It was still only 10:30, and those few gulps of whiskey were wearing off fast. The boys in the cloakroom
glared at Conrad. He found his way back upstairs.
Linda was still dancing, laughing and light on her feet. Her partner was Billy Ballhouse, a real snowman.
Ballhouse was talking about love, no doubt, love and kissing, dance steps and new clothes. Watching
Linda dance, Conrad felt very old. Who was he to badger this gay young thing for sex? With death so
near, and the night so young, how could he find a bottle?
The answer came to him as the song ended.Steal some wine from the St. John’s sacristy! He told
Linda he’d be back in a few minutes and hurried out into the hall.
There were some younger boys without dates out there, smoking and horsing around. Right now they
were having a belching contest, bouncing the gurpy sounds off the oaken walls. One of them, Jim
Ardmore, was a pretty good friend of Conrad’s. They belonged to the same high-school fraternity, a club
called the Chevalier Literary Society. Some of the Chevalier members were fairly cool—though Conrad
himself had been initiated primarily because his big brother Caldwell had been a member before going off
to college and the army.
“Hey, Jim,” cried Conrad. “You want to help me steal some wine?”
“How decadent,” said young Ardmore, his mouth twisting. He was skinny, with a heavy shock of dry
black hair hanging into his sallow face. “Decadent” was his favorite word, though right now he was using
it with a certain irony. “Are we going to rob a liquor store?”
“No, no. Just come with me. We’ll gettwo bottles.”
The other boys cheered, and Ardmore went on outside with Conrad. Conrad’s mother had lent him her
new blue Volkswagen. It shook a lot in first gear. They drove along River Road for a while, then up a
long hill to St. John’s. It wasn’t far.
Just two years earlier, Conrad’s father had suddenly taken it into his head to be ordained as a deacon in
the Episcopal Church. He worked as an assistant at St. John’s, and Conrad was a regular acolyte.
Sometimes Conrad would light and extinguish the candles, and sometimes he would be in charge of
getting out the bread and wine. As a result, he knew (1) where the locked closet with the communion
wine was and (2) where to find the key. The church itself was always unlocked. Conrad’s father felt very
strongly about leaving churches unlocked—he made a point of leaving a note saying,“A locked door, an
unfaithful act,” on any locked church door he encountered.
Conrad and Ardmore hurried in, got the liquor closet unlocked, and gazed down at a full case of cheap
California port. High high-school laughs. They each took a bottle and tumbled back into the VW.
Conrad was a little leery of bringing stolen church wine into the party, so he and Ardmore drove around
for an hour, chugging at the stuff. Lights swept past, stores and cars, and the evening began to break into
patches. Conrad could hear himself talking, louder and more eloquently than ever before.
“We’re going todie , Jim, can you believe that? It’s really going to stop some day, all of it, and you’re
dead then, you know? It’s going to happen to you personally just like when I was at the dance and
walking across the bathroom, how at the sink I thought I’d never be at the urinals, and then I was there
anyway. I can’t stand it, I don’t want to die, time keeps passing.”
Ardmore laughed and laughed, never having seen Conrad so animated. They realized they weren’t going
to be able to finish even the first bottle and headed back to the dance. Linda met Conrad in the hall.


ABOUT THIS EXERCISE: All records, exactly as written, minus the pictures: copy them out.

===== INPUT MATERIAL =====

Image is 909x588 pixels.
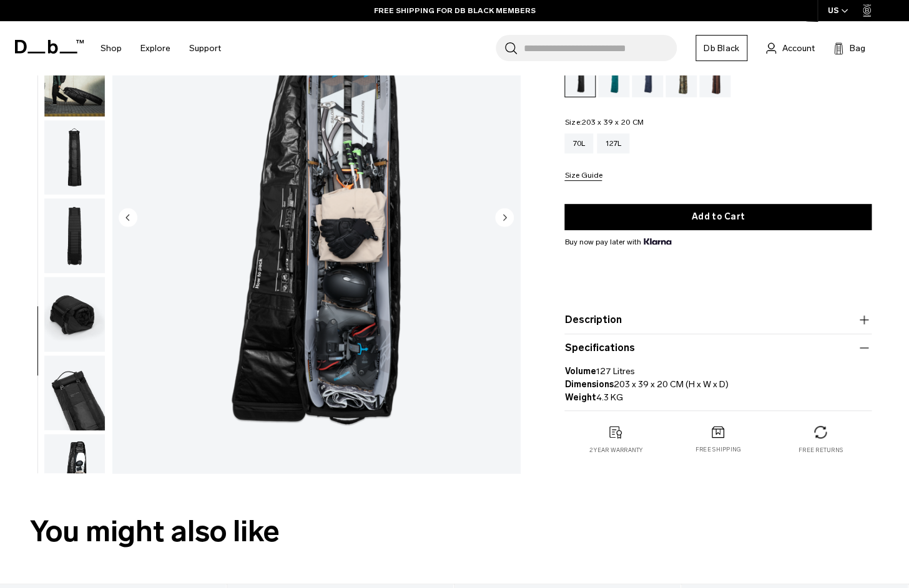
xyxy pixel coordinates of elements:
[91,21,230,75] nav: Main Navigation
[43,197,105,274] button: Snow_roller_pro_black_out_new_db8.png
[564,134,593,153] a: 70L
[564,236,671,248] span: Buy now pay later with
[495,208,514,229] button: Next slide
[44,434,105,509] img: Snow_roller_pro_black_out_new_db5.png
[44,120,105,195] img: Snow_roller_pro_black_out_new_db9.png
[564,204,871,230] button: Add to Cart
[564,119,643,126] legend: Size:
[119,208,137,229] button: Previous slide
[564,379,613,390] strong: Dimensions
[100,27,121,71] a: Shop
[374,5,535,16] a: FREE SHIPPING FOR DB BLACK MEMBERS
[632,58,663,97] a: Blue Hour
[564,356,871,404] p: 127 Litres 203 x 39 x 20 CM (H x W x D) 4.3 KG
[589,446,643,455] p: 2 year warranty
[695,35,747,61] a: Db Black
[564,392,595,403] strong: Weight
[44,356,105,430] img: Snow_roller_pro_black_out_new_db3.png
[665,58,696,97] a: Db x Beyond Medals
[582,118,643,127] span: 203 x 39 x 20 CM
[30,510,879,554] h2: You might also like
[695,446,741,455] p: Free shipping
[189,27,221,71] a: Support
[43,120,105,196] button: Snow_roller_pro_black_out_new_db9.png
[564,172,602,181] button: Size Guide
[850,42,865,55] span: Bag
[564,58,595,97] a: Black Out
[43,276,105,352] button: Snow_roller_pro_black_out_new_db7.png
[833,41,865,56] button: Bag
[44,42,105,117] img: Snow_roller_pro_black_out_new_db10.png
[43,355,105,431] button: Snow_roller_pro_black_out_new_db3.png
[798,446,843,455] p: Free returns
[44,198,105,274] img: Snow_roller_pro_black_out_new_db8.png
[596,134,629,153] a: 127L
[643,238,671,244] img: {"height" => 20, "alt" => "Klarna"}
[699,58,730,97] a: Homegrown with Lu
[564,367,595,376] strong: Volume
[782,42,814,55] span: Account
[140,27,170,71] a: Explore
[43,434,105,510] button: Snow_roller_pro_black_out_new_db5.png
[44,277,105,352] img: Snow_roller_pro_black_out_new_db7.png
[43,41,105,117] button: Snow_roller_pro_black_out_new_db10.png
[564,341,871,356] button: Specifications
[564,313,871,328] button: Description
[598,58,629,97] a: Midnight Teal
[765,41,814,56] a: Account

=====

ANSWER FOR THE TASK:
Image is 909x588 pixels.
xyxy pixel coordinates of elements:
[91,21,230,75] nav: Main Navigation
[43,197,105,274] button: Snow_roller_pro_black_out_new_db8.png
[564,134,593,153] a: 70L
[564,236,671,248] span: Buy now pay later with
[495,208,514,229] button: Next slide
[44,434,105,509] img: Snow_roller_pro_black_out_new_db5.png
[44,120,105,195] img: Snow_roller_pro_black_out_new_db9.png
[564,204,871,230] button: Add to Cart
[564,119,643,126] legend: Size:
[119,208,137,229] button: Previous slide
[564,379,613,390] strong: Dimensions
[100,27,121,71] a: Shop
[374,5,535,16] a: FREE SHIPPING FOR DB BLACK MEMBERS
[632,58,663,97] a: Blue Hour
[564,356,871,404] p: 127 Litres 203 x 39 x 20 CM (H x W x D) 4.3 KG
[589,446,643,455] p: 2 year warranty
[695,35,747,61] a: Db Black
[564,392,595,403] strong: Weight
[44,356,105,430] img: Snow_roller_pro_black_out_new_db3.png
[665,58,696,97] a: Db x Beyond Medals
[582,118,643,127] span: 203 x 39 x 20 CM
[30,510,879,554] h2: You might also like
[695,446,741,455] p: Free shipping
[189,27,221,71] a: Support
[43,120,105,196] button: Snow_roller_pro_black_out_new_db9.png
[564,172,602,181] button: Size Guide
[850,42,865,55] span: Bag
[564,58,595,97] a: Black Out
[43,276,105,352] button: Snow_roller_pro_black_out_new_db7.png
[833,41,865,56] button: Bag
[44,42,105,117] img: Snow_roller_pro_black_out_new_db10.png
[43,355,105,431] button: Snow_roller_pro_black_out_new_db3.png
[798,446,843,455] p: Free returns
[44,198,105,274] img: Snow_roller_pro_black_out_new_db8.png
[596,134,629,153] a: 127L
[643,238,671,244] img: {"height" => 20, "alt" => "Klarna"}
[699,58,730,97] a: Homegrown with Lu
[564,367,595,376] strong: Volume
[782,42,814,55] span: Account
[140,27,170,71] a: Explore
[43,434,105,510] button: Snow_roller_pro_black_out_new_db5.png
[44,277,105,352] img: Snow_roller_pro_black_out_new_db7.png
[43,41,105,117] button: Snow_roller_pro_black_out_new_db10.png
[564,341,871,356] button: Specifications
[564,313,871,328] button: Description
[598,58,629,97] a: Midnight Teal
[765,41,814,56] a: Account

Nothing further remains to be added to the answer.